The CS said the Shona of Kenya living as stateless persons in the country have been unable to access basic rights and services like education, treatment and employment.

Catherine Motsi, 39, and a mother of three, said she gave birth to all her children at home with the help of a midwife from her community.

“I gave birth to my firstborn when I was 17. I could not go to the hospital because, for admission, I needed an identity card,” she said.

To enrol her children in school, Motsi said she had to ‘borrow’ an ID card from a Kenyan. 

“My son is 22 and in Form 4. He delayed because I could not get a person who was willing to share their ID,” she said.

The Shona people found in Kenya are descendants of missionaries who came from Matebele in Zimbabwe and settled here in the early to mid-1960s.

A report by Kenya Human Rights Commission documented the origin of the Shona.

It noted that the Shona came to Kenya as missionaries of a Christian denomination known as the Gospel Church of God.
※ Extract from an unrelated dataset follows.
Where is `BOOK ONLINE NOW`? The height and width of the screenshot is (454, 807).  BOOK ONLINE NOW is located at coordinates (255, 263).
The church was founded in 1932 by Johane Masowe.

They are a Bantu community who were predominantly farmers, but in Kenya, most men practice masonry and carpentry while women do basketry.
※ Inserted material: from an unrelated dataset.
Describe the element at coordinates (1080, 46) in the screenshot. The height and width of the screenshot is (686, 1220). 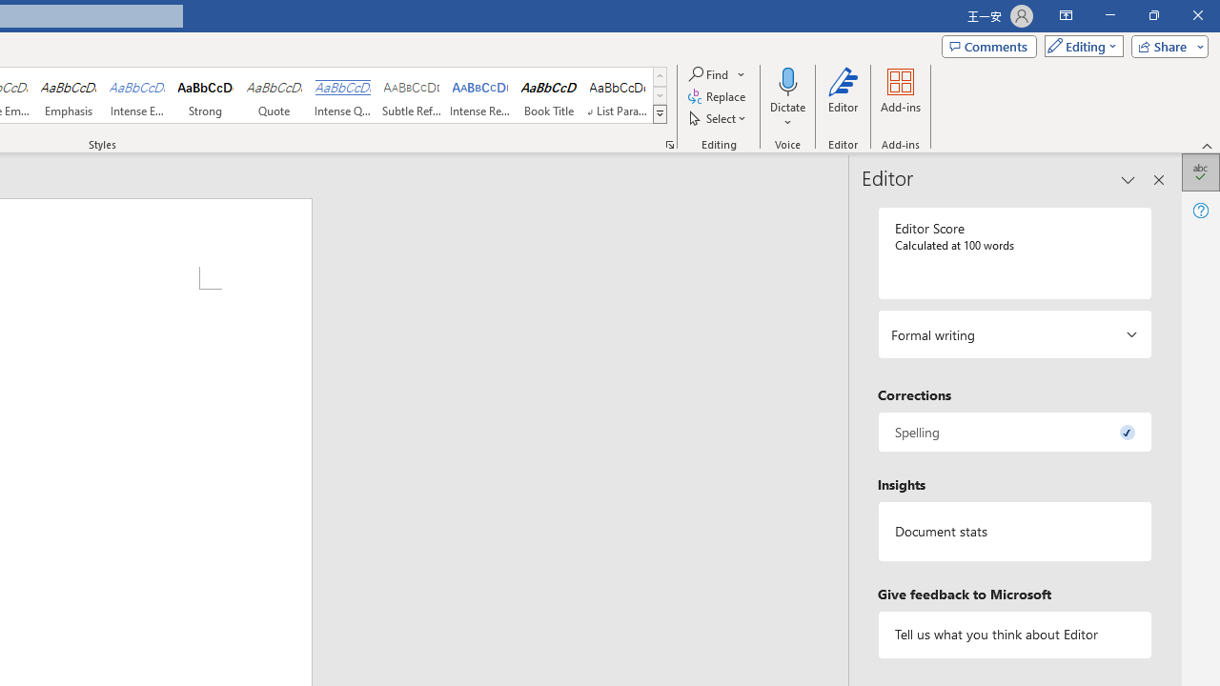
I see `Mode` at that location.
One of the two surviving migrant missionaries said that when they left Zimbabwe on their evangelistic quest, the prophet and originator of their church had prophesied that they would eventually settle in Kenya.

He said the prophet told them Kenya is at the centre of the world.

"Further, as early as 1938, the prophet foretold the erection of a stone in Kenya, which would guide their distance to different parts of the world where they would go on evangelical missions," he said.

The community believes that the prophecy came to pass with the erection of the Galton Fenzi Memorial in Nairobi in 1939.

The Shona say the memorial is the point from which the distance from and to Nairobi and other parts of the country was measured. It is also known as Point Zero. 

Upon arrival, the community split into two groups, with one settling in Ngong and the other settling in Juja, before moving to Maguga in Kaimbaa.

By 1975 their population had spilled over to Kinoo area. Presently, scores are settled in Lenana, Githurai, Kasarani, Nyahururu, Meru, Nakuru, Kericho, Kitengela and Malindi where the Gospel of God Church has branches.

The estimated population of the Shona community is 2,400 people spread in over 900 families.